There have been patches of deep aqua, but now we are sitting under a
bank of diffused white sky.
I am pacing up and down on the roof of a house with absolute purpose.
Earlier the neighbours were out again; they come out when Ellen starts
shouting.
Ellen has to shout a lot in the next hour, and for a split second before
it becomes another obstacle in the way of getting the film made, I feel
glad in my heart that someone would have the humanity to take the time
to come out and investigate the sound of a girl screaming.
A PA (production assistant) runs down to explain that it’s okay.
That we are just making a movie, that none of it, including the gunshot
that the concerned neighbour might hear later, is real.
Ellen Page is in tears, conflicted, and it’s wonderful. Her character
wants to drive a knife into Patrick Wilson’s spine, but in this
scene, as he loses his hope, she has to caress him to the brink of a
plot-turning decision.
While I am giving Ellen my “director reasons,” her eyes
betray that she may not be able to do it; then she says it to me out
loud in a harsh whisper “I want to stab him!”
Ellen is in character. I had been accidentally calling her Hayley on
set for a while and apologizing. I’ve stopped apologizing—she
is Hayley Stark and she needs no direction whatsoever, except to do
what her character doesn’t want to do.
The clouds are still moving too slowly. The camera has jammed and we
are reloading. Ellen is in the peak of her performance, as is Patrick.

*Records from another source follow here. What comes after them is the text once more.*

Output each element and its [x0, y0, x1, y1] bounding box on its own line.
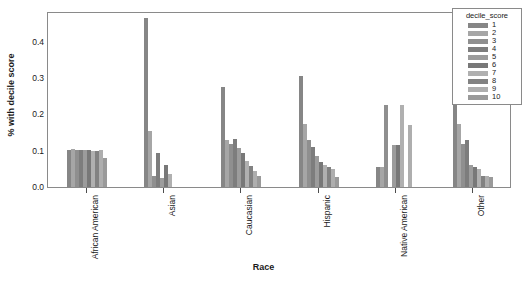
- x-axis-tick-mark: [86, 188, 87, 193]
- y-axis-tick-label: 0.1: [32, 147, 47, 156]
- legend-item: 3: [456, 37, 518, 45]
- bar-group: [299, 13, 339, 187]
- bar-group: [144, 13, 184, 187]
- plot-panel: [47, 12, 511, 188]
- bar: [408, 125, 412, 187]
- plot-area: [48, 13, 510, 187]
- x-axis-title: Race: [0, 262, 527, 272]
- legend-items: 12345678910: [456, 21, 518, 101]
- legend-item: 6: [456, 61, 518, 69]
- y-axis-title: % with decile score: [2, 0, 20, 190]
- y-axis-tick-label: 0.0: [32, 183, 47, 192]
- bar: [168, 174, 172, 187]
- legend-swatch: [468, 87, 488, 92]
- legend: decile_score 12345678910: [452, 8, 522, 105]
- bar-group: [376, 13, 416, 187]
- y-axis-tick-label: 0.4: [32, 38, 47, 47]
- legend-item: 8: [456, 77, 518, 85]
- x-axis-title-label: Race: [253, 262, 275, 272]
- legend-swatch: [468, 79, 488, 84]
- legend-swatch: [468, 71, 488, 76]
- legend-label: 10: [492, 93, 500, 101]
- x-axis-tick-mark: [240, 188, 241, 193]
- bar-group: [67, 13, 107, 187]
- x-axis-tick-label: African American: [90, 195, 100, 259]
- legend-title: decile_score: [456, 11, 518, 20]
- legend-swatch: [468, 95, 488, 100]
- bar: [103, 158, 107, 187]
- x-axis-tick-mark: [472, 188, 473, 193]
- legend-swatch: [468, 47, 488, 52]
- x-axis-tick-mark: [318, 188, 319, 193]
- bar: [400, 105, 404, 187]
- x-axis-tick-label: Caucasian: [244, 195, 254, 235]
- bar: [489, 177, 493, 187]
- bar-group: [221, 13, 261, 187]
- legend-swatch: [468, 55, 488, 60]
- x-axis-tick-mark: [395, 188, 396, 193]
- y-axis-title-label: % with decile score: [6, 53, 16, 136]
- x-axis-tick-label: Native American: [399, 195, 409, 257]
- legend-item: 10: [456, 93, 518, 101]
- x-axis-tick-label: Hispanic: [322, 195, 332, 228]
- bar: [257, 176, 261, 187]
- legend-item: 2: [456, 29, 518, 37]
- legend-item: 5: [456, 53, 518, 61]
- y-axis-tick-label: 0.3: [32, 74, 47, 83]
- legend-item: 4: [456, 45, 518, 53]
- legend-swatch: [468, 39, 488, 44]
- legend-item: 7: [456, 69, 518, 77]
- legend-swatch: [468, 63, 488, 68]
- legend-swatch: [468, 23, 488, 28]
- legend-swatch: [468, 31, 488, 36]
- decile-score-bar-chart: % with decile score 0.00.10.20.30.4 Afri…: [0, 0, 527, 283]
- x-axis-tick-label: Other: [476, 195, 486, 216]
- legend-item: 9: [456, 85, 518, 93]
- y-axis-tick-label: 0.2: [32, 110, 47, 119]
- bar: [384, 105, 388, 187]
- x-axis-tick-mark: [163, 188, 164, 193]
- legend-item: 1: [456, 21, 518, 29]
- bar: [335, 177, 339, 187]
- x-axis-tick-label: Asian: [167, 195, 177, 216]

I know that reloading a Panavision Platinum is fairly fast, but it seems
like an age to me, and I know that I may lose these performances to
that age.
I talk in whispers. We have tried this scene three times now; a plane
came by, a loud dog started barking, and then the neighbour. With the
camera jam adding to the mid-sentence cuts, the frustration is working
its way into both Ellen and Patrick’s eyes.

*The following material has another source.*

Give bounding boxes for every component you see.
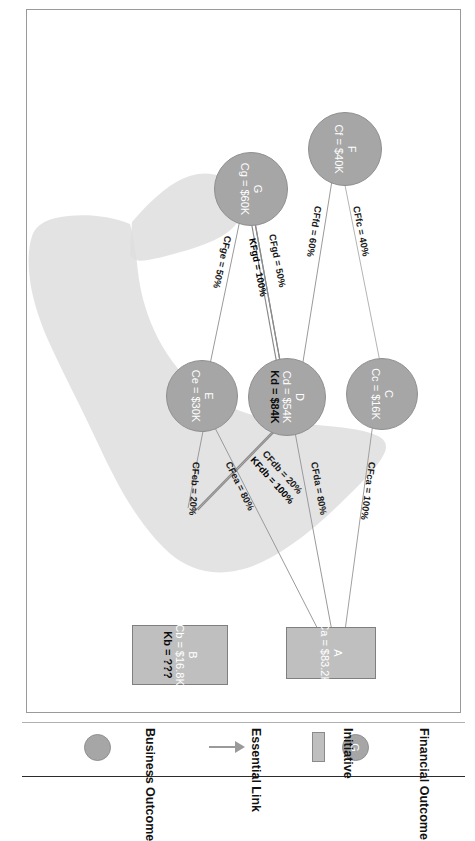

Patrick keeps walking in our direction while the seconds tick by. He
has a warm heart and he can see Ellen is upset and I know he wants to
console her, but Ellen wants to stab him, and we are on Ellen for this
next shot so I can’t let Patrick near Ellen.
So I am pacing up and down on the roof with absolute purpose, and I
know that in two to five minutes the sun will break from behind the
clouds and secretly I want the loading to take longer, for the frustration
to build.
Ellen is asking me for something to help, some kind of direction and
I tell her I can’t, that we’ll get it, she knows what to
do.
More seconds tick by. I close my eyes and keep pacing, while my random
zigzags appear like nervous tension (and god knows they are) I am also
trying to keep Patrick away from Ellen, but I can’t tell him why,
because Ellen is within earshot, and well it would just take too fucking
long to explain and he might take it the wrong way, and the sun is getting
closer to the horizon, and we have three more set-ups to do, and I know
I am only going to get two and I am trying to figure out which I can
live without.
I head him off and say something I can’t remember, something like
“Stay out of the sun Patrick, I don’t want you to get a
tan for the interior pick ups” or some such shit.
He walks away and picks up one of his props; he’s still perfectly
in character. I return to Ellen and she is still with it and I am talking
to her between her tears. She’s nodding but she’s not listening.
She’s not meant to be listening, just staying in this moment that
in real time is going to take another half an hour to shoot but will
fly by in minutes on the screen.
Patrick is walking this way again and I walk out to block him. This
time I don’t actually remember saying anything, maybe he knows,
he turns around and Ellen whispers to me “How much longer?”
and both at once the sun comes out from behind the cloud and I hear
the words “camera ready,” and the action that follows is
heart-wrenching.
We move fast and two hours later, as the sun dies behind the mountains,
we complete the third set-up I knew we were not going to get.